Wet n Wild MAX FANatic Cat Eye Mascara, $4.99
Not the best. They went for the curved, single-sided wand more often seen in butterfly metaphor mascaras, and while the brush looks formula-heavy it can only do a very delicate lash. It’d be good for work. Not outstanding, but in a diplomatic way.
Physician's Formula Sexy Boost Cat Eyes Mascara, $9.99
This has the ugliest packaging in the world, but it works pretty well! It’s hard to pick it up without laughing, with the Gothic swirls and red fishnet inlay and high heel charm, but on the plus side the swirls makes it really easy to grip. And if you can just totally disassociate from the product, it’s good for a thique lash.

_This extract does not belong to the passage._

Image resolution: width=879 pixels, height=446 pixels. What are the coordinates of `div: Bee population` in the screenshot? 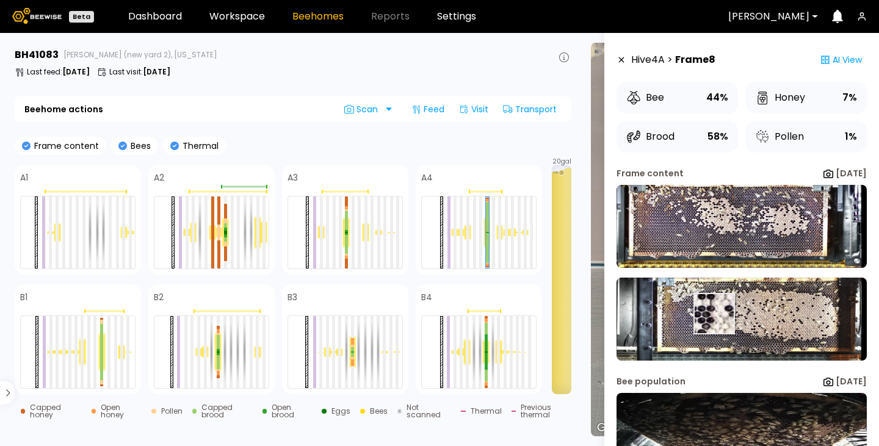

The chubby brush is about the size and shape of half a caterpillar, and while that looks intimidating, the dry formula is easy to build and doesn’t smudge against your lid. It’s not fantastic for length—integral to the cat eye shape—but probably not worth the scorn, laughter and mockery that the packaging immediately invites.
Burberry Cat Lashes Mascara, $29
I love a luxury brand, but this mascara is nothing special. The packaging is gorgeous, but the wand is so bendy and yet feeble that it feels like you’re going to break it just sliding it back in the tube. There’s the promise of science with the spikes built up at the top and bottom, and mascara does get on your eyelashes, but it doesn’t build into a cat eye shape. Probably only a false eyelash applicator taking the place of tweezers could do that.